Ah ha, I finally figured out what this week-long feces-plot is really getting at: it’s Marvin’s origin story! “And from that day on, the world knew him as … THE PANTS-SHITTER!

Apartment 3-G, 10/8/09

Isn’t Margo’s dad supposed to be some rich businessman? Shouldn’t he be able to afford enough Just For Men to dye the hair on the sides of his head as well?

Post Content

Pluggers, 10/7/09

Dum de doo, let’s see what folksy bit of lower-middle-class reactionary agitprop Pluggers has for us today AAAHHH TERRIFYING DEMON GOAT FROM THE PIT OF HELL ITSELF! All apologies to faithful reader True Fable and other known goat-a-philes, but this fellow looks a little bit too much like Baphomet for my taste. I believe that’s actually a mummified goat head that “Bernie Lange” wears as a mask for human sacrifices.

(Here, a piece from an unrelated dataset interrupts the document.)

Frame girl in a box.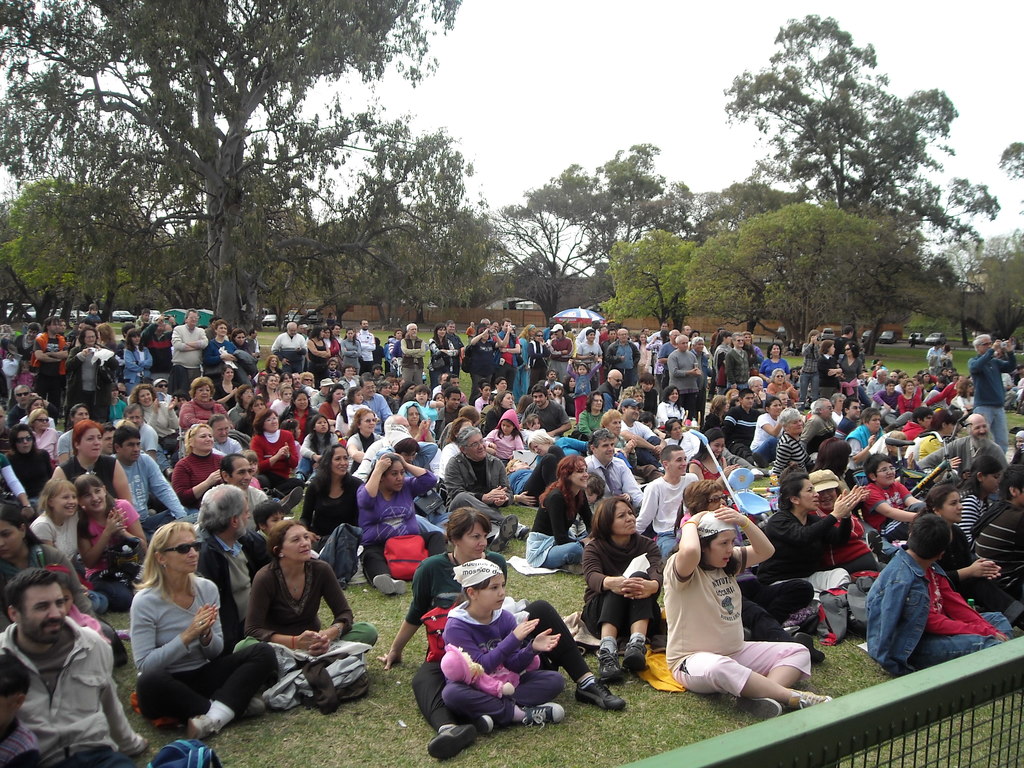
detection(129, 380, 181, 454).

Satanism aside, what exactly is today’s Pluggers ostensibly indicating to us? That some pluggers have long, scraggly beards? I find this troubling, but it is true that with the aging of the Baby Boomer generation, the plugger and old hippie demographics will only continue to overlap, a long-term trend that’s much more unsettling that the fleeting dalliance between pluggers and hipsters.

Marmaduke, 10/7/09

Ha ha, the STIMULUS PACKAGE, am I right, folks? It looks like Marmaduke saw what a great job other cartoons did with stimulus package jokes and decided to follow up, on its own inscrutable schedule. Like Shoe’s Roz, Marmaduke appears to have ordered some kind of extra-large vibrator, or perhaps a device that electrically stimulates his victims’ flesh, the better to tenderize it before he devours them.

Marvin, 10/7/09

I know that it’s profoundly not news when Marvin makes jokes about shitting, but this week we’re being treated to an epic multi-day story arc — one that’s really impressive in its scope — about how one of Marvin’s associates has taken a huge dump in his pants and how the entire day care smells like feces, much to everyone’s disgust. The smell of poop is so bad that it’s threatening to blind Marvin, and it’s only Wednesday, so I can’t wait to see what heights of turd-focused drama we’ll see by the end of the week.

Hi and Lois, 10/7/09

Notice all the extra whitespace in Trixie’s thought balloon in panel one; does this indicate that the original dialogue was changed at the last minute? Perhaps Walker-Browne Amalgamated Humor Enterprises LLC tried and failed to get the first ever “infant with a hangover” joke into America’s funny pages.

Ziggy, 10/7/09

The car that Ziggy wants to buy is attempting to commit suicide, for obvious reasons.